In the collection are poets who enjoy international recognition just as there were those who are making their first effort at writing verse. We have in the collection a journalist from Port Blair, a man working on a "project on ethical wills in a hospital", yet another who is "a lawyer by day and a poet by night", the editor of a litblog on "poetry on current events", one who has studied Indonesian martial arts for 30 years and even a "certified poetry therapist".
The poems are as diverse in their approach to the disaster. Even as there are some which take on the near-impossible task of reconstructing the disaster scene (some interesting ones even play with the line and sound patterns as in Tom Dolton's Tsunami), there are others which employ the power of understatement to drive home the enormity of it all. Ben Hartlage says in The Land is Delivered Again to the Sea: I walk empty-eyed, searching for the living./ I have no heart left to hate the sea.
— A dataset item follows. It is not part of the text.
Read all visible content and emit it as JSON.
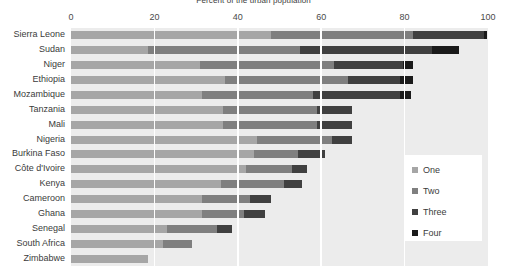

In Sonnet After Tsunami by Alamgir Hashmi, all that's left on the beach is sepulchral silence and a lone child who has lost everyone in the catastrophe. He is desperate for something to break the silence: Birds so quiet what's speech/ for? A throaty sound of this/ one pebble on the beach./ Roll it again,/ roll.
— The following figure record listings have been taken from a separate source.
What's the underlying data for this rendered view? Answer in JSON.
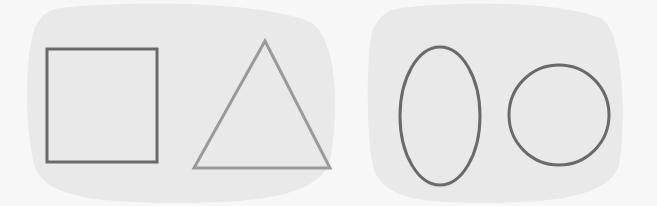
{
  "figure": {
    "background_color": "#f7f7f7",
    "panel_color": "#e9e9e9",
    "panels": [
      {
        "id": "left-panel",
        "shapes": [
          {
            "type": "square",
            "stroke": "#6a6a6a",
            "x": 47,
            "y": 49,
            "width": 110,
            "height": 113
          },
          {
            "type": "triangle",
            "stroke": "#9a9a9a",
            "points": [
              [
                265,
                41
              ],
              [
                194,
                168
              ],
              [
                330,
                168
              ]
            ]
          }
        ]
      },
      {
        "id": "right-panel",
        "shapes": [
          {
            "type": "ellipse",
            "stroke": "#6a6a6a",
            "cx": 440,
            "cy": 116,
            "rx": 40,
            "ry": 69
          },
          {
            "type": "circle",
            "stroke": "#6a6a6a",
            "cx": 559,
            "cy": 115,
            "r": 50
          }
        ]
      }
    ]
  }
}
Equally powerful are poems which say nothing at all about the tsunami directly. Peter Huggins in Yard Work After The Tsunami, for instance, writes about a man sawing trees and making posts to edge his yard in the tsunami-devastated landscape with a deceptively matter-of-fact tone, only hinting at how there are hawks around to reap even disasters.
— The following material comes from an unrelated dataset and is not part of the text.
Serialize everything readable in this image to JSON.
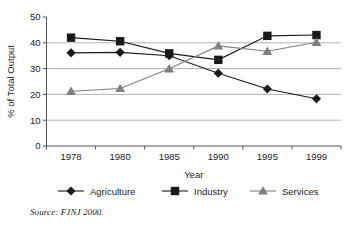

There are also poems which speak of the nature, which is completely unfathomable, almost schizophrenic. David Ray says in Tsunami Triptych: Tread gently,/ my friend, for the earth is almost all air/ and air is fire and the water may yet/ astound those who fear only hell fire and the gods. In I Had To Go Back by Bimal Sharma, the sea looks like an assassin and burglar, sends people scurrying on the beach for evidence of crime, but finally, and quite incomprehensible, comes like a puppy/ to lick my feet again/ with your blue tongue.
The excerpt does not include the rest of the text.